Welcome to The Fourth Wall, CHIRP's weekly e-conversation on cinema. This week's subject is the Australian crime thriller The Square.
This edition is written by CHIRP Radio volunteers Kevin Fullam and Clarence Ewing.
Kevin:
Oh, what a tangled web we weave... -- Sir Walter Scott, Marmion.
I don't even need to complete the above verse, do I? You know what's coming next. And while we can't be sure of exactly what will befall Raymond Yale, the hapless protagonist of the 2008 Australian thriller The Square, we're quite certain that he's digging himself a deeper and deeper hole in attempting to cover up increasingly egregious sins.
Ray (David Roberts), a successful construction foreman who's not above squeezing his contractors for payola, is sleepwalking though his marriage.
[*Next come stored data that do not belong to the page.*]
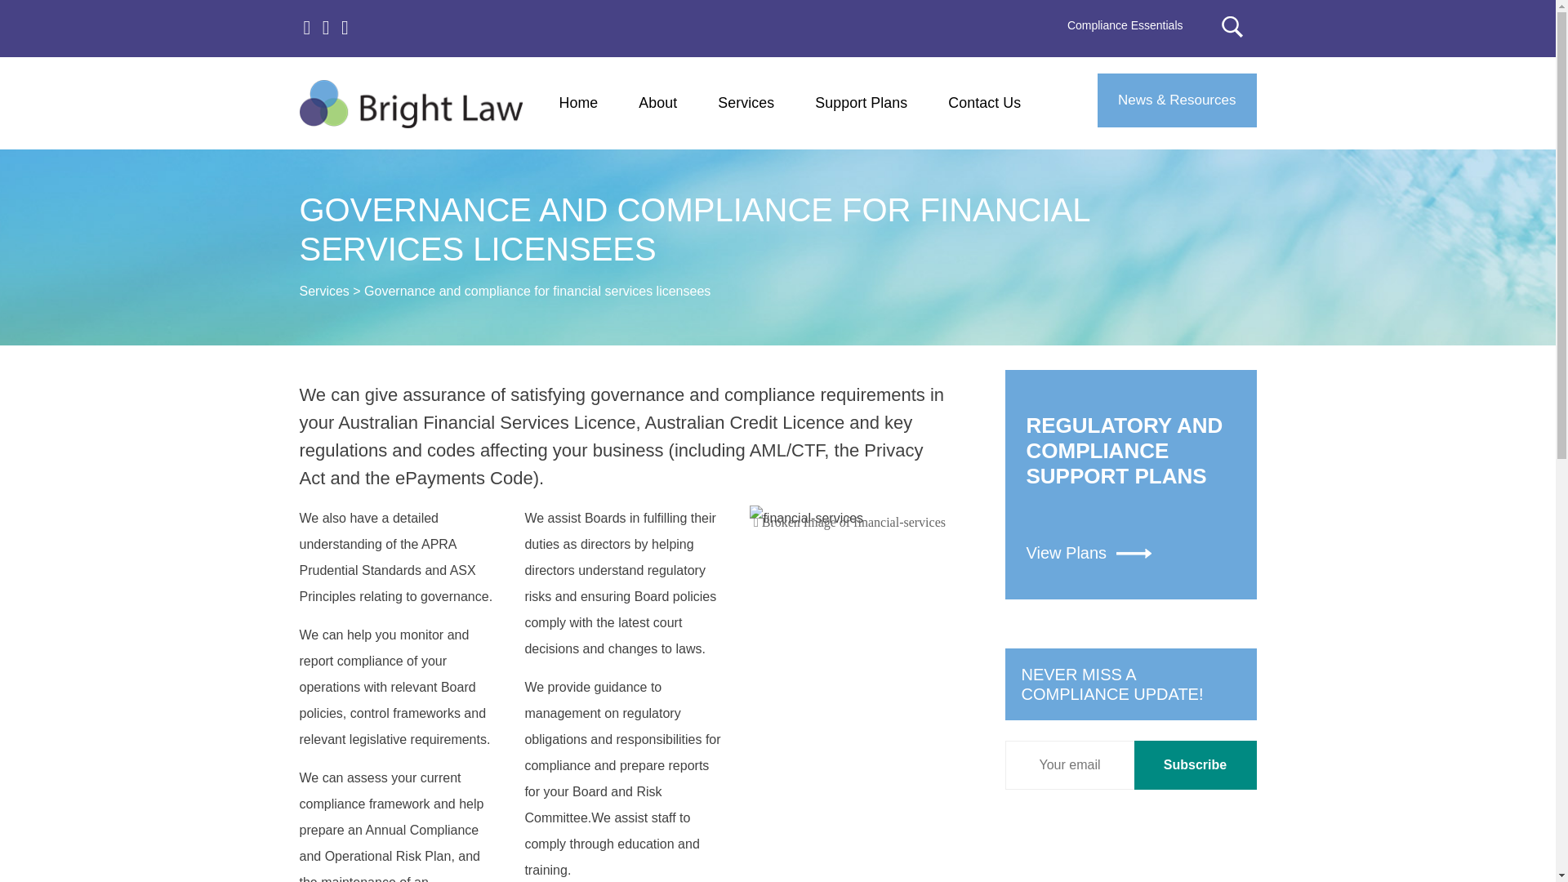 The height and width of the screenshot is (882, 1568). What do you see at coordinates (1131, 484) in the screenshot?
I see `Compliance Essentials` at bounding box center [1131, 484].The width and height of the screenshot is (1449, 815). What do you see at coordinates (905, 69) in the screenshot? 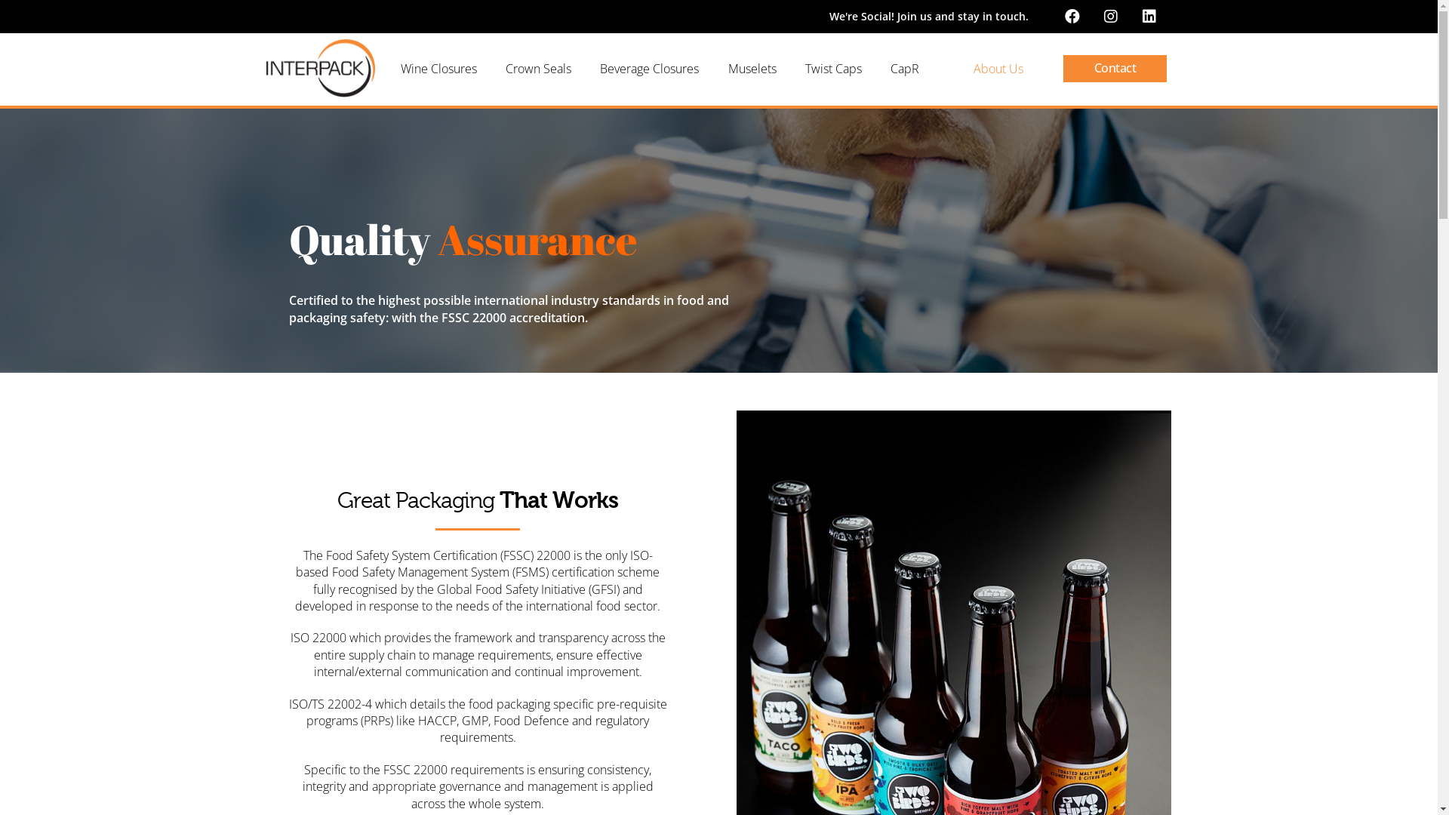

His wife suspects what we know: he's found a paramour in the much-younger Carla (Claire van der Boom), who sees Ray as her ticket to escape from her own husband, the shady, menacing Smithy (Anthony Hayes).
During their hotel trysts, Carla pushes Ray to leave his wife and commit to something permanent. Ray is less than convinced, but when Carla discovers a huge stash of cash brought home one day by Smithy (presumably through nefarious means), she and Ray agree to abscond with the money and start a new life together. The only quandary: how to steal the cash without inviting reprisal from Smithy?